In photography, a snoot is a tube or similar object that fits over a studio light or portable flash and allows the photographer to control the direction and radius of the light beam. We have created a snoot for the excitation light sources for our Model SFA Stereo Microscope Fluorescence Adapter. While the beam from the light heads is fairly tight, there is still some excess light spill and a few customers asked for a way to control this to minimize incidental exposure to the bright light source. The answer is the snoot. It does not focus the beam, but it limits the beam spread without affecting the useful bright spot.
The snoot will be pre-installed on all of the ultraviolet (UV) light heads and will be shipped along with all other light heads for users to install or not as they choose. Installation is simple – just remove two diagonally opposed screws from the front of the light head, put them through the holes in the snoot base, and re-install. No need to fully disassemble the light head.
On the UV light head the snoot does double duty. We humans cannot see ultraviolet light, so if the light is not directed at a fluorescing subject it can be difficult to know whether the UV light head is on or off. The snoot includes two fluorescent plastic inserts that glow blue when the light is on!
The pictures below show a UV light head directed at a piece of paper without (left) and with the snoot installed. You can see the reduced light spill on the paper, and the glow of the UV ON indicator.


*Exercise requirements:*
The records below must be repeated exactly, but without their pictures.

(Dataset rows about figures)
+ + +
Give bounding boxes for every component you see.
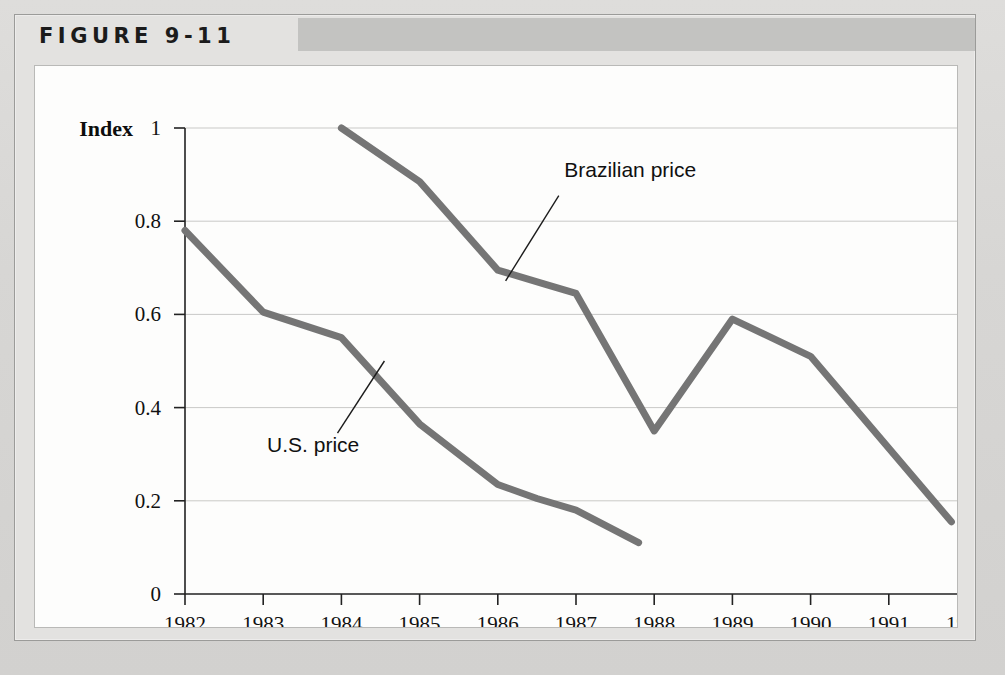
x-tick-label: 1992 xyxy=(946,612,957,627)
annotation-leader-line xyxy=(506,196,559,281)
y-axis-ticks xyxy=(174,128,185,594)
x-tick-label: 1991 xyxy=(868,612,910,627)
y-tick-label: 0 xyxy=(151,582,162,606)
annotation-leader-line xyxy=(337,361,384,433)
y-tick-label: 0.2 xyxy=(135,489,161,513)
y-tick-label: 0.6 xyxy=(135,302,161,326)
chart-svg: 10.80.60.40.20 1982198319841985198619871… xyxy=(35,66,957,627)
figure-label: FIGURE 9-11 xyxy=(39,24,235,48)
header-accent-bar xyxy=(298,18,975,51)
line-chart: 10.80.60.40.20 1982198319841985198619871… xyxy=(35,66,957,627)
x-axis-ticks xyxy=(185,594,957,605)
x-tick-label: 1983 xyxy=(242,612,284,627)
y-axis-tick-labels: 10.80.60.40.20 xyxy=(135,116,162,606)
x-tick-label: 1990 xyxy=(790,612,832,627)
chart-panel: 10.80.60.40.20 1982198319841985198619871… xyxy=(34,65,958,628)
y-axis-title: Index xyxy=(79,116,133,141)
axis-lines xyxy=(185,128,957,594)
figure-container: FIGURE 9-11 10.80.60.40.20 1982198319841… xyxy=(14,14,976,641)
x-tick-label: 1986 xyxy=(477,612,519,627)
x-tick-label: 1988 xyxy=(633,612,675,627)
series-line-u-s-price xyxy=(185,231,639,543)
x-tick-label: 1989 xyxy=(711,612,753,627)
x-tick-label: 1982 xyxy=(164,612,206,627)
y-tick-label: 0.8 xyxy=(135,209,161,233)
data-series xyxy=(185,128,951,543)
y-tick-label: 1 xyxy=(151,116,162,140)
figure-header: FIGURE 9-11 xyxy=(15,15,975,57)
x-tick-label: 1985 xyxy=(399,612,441,627)
x-axis-tick-labels: 1982198319841985198619871988198919901991… xyxy=(164,612,957,627)
x-tick-label: 1987 xyxy=(555,612,597,627)
y-tick-label: 0.4 xyxy=(135,396,162,420)
source-note-partial xyxy=(24,660,981,674)
annotation-label-brazilian-price: Brazilian price xyxy=(564,158,696,181)
series-annotations: Brazilian priceU.S. price xyxy=(267,158,696,456)
x-tick-label: 1984 xyxy=(320,612,363,627)
series-line-brazilian-price xyxy=(341,128,951,522)
annotation-label-u-s-price: U.S. price xyxy=(267,433,359,456)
+ + +
*Solution below:*
Give bounding boxes for every component you see.
x-tick-label: 1992 xyxy=(946,612,957,627)
annotation-leader-line xyxy=(506,196,559,281)
y-axis-ticks xyxy=(174,128,185,594)
x-tick-label: 1991 xyxy=(868,612,910,627)
y-tick-label: 0 xyxy=(151,582,162,606)
annotation-leader-line xyxy=(337,361,384,433)
y-tick-label: 0.2 xyxy=(135,489,161,513)
y-tick-label: 0.6 xyxy=(135,302,161,326)
chart-svg: 10.80.60.40.20 1982198319841985198619871… xyxy=(35,66,957,627)
figure-label: FIGURE 9-11 xyxy=(39,24,235,48)
header-accent-bar xyxy=(298,18,975,51)
line-chart: 10.80.60.40.20 1982198319841985198619871… xyxy=(35,66,957,627)
x-axis-ticks xyxy=(185,594,957,605)
x-tick-label: 1983 xyxy=(242,612,284,627)
y-axis-tick-labels: 10.80.60.40.20 xyxy=(135,116,162,606)
x-tick-label: 1990 xyxy=(790,612,832,627)
chart-panel: 10.80.60.40.20 1982198319841985198619871… xyxy=(34,65,958,628)
y-axis-title: Index xyxy=(79,116,133,141)
axis-lines xyxy=(185,128,957,594)
figure-container: FIGURE 9-11 10.80.60.40.20 1982198319841… xyxy=(14,14,976,641)
x-tick-label: 1986 xyxy=(477,612,519,627)
x-tick-label: 1988 xyxy=(633,612,675,627)
series-line-u-s-price xyxy=(185,231,639,543)
x-tick-label: 1989 xyxy=(711,612,753,627)
x-tick-label: 1982 xyxy=(164,612,206,627)
y-tick-label: 0.8 xyxy=(135,209,161,233)
data-series xyxy=(185,128,951,543)
y-tick-label: 1 xyxy=(151,116,162,140)
figure-header: FIGURE 9-11 xyxy=(15,15,975,57)
x-tick-label: 1985 xyxy=(399,612,441,627)
x-axis-tick-labels: 1982198319841985198619871988198919901991… xyxy=(164,612,957,627)
x-tick-label: 1987 xyxy=(555,612,597,627)
y-tick-label: 0.4 xyxy=(135,396,162,420)
source-note-partial xyxy=(24,660,981,674)
annotation-label-brazilian-price: Brazilian price xyxy=(564,158,696,181)
series-annotations: Brazilian priceU.S. price xyxy=(267,158,696,456)
x-tick-label: 1984 xyxy=(320,612,363,627)
series-line-brazilian-price xyxy=(341,128,951,522)
annotation-label-u-s-price: U.S. price xyxy=(267,433,359,456)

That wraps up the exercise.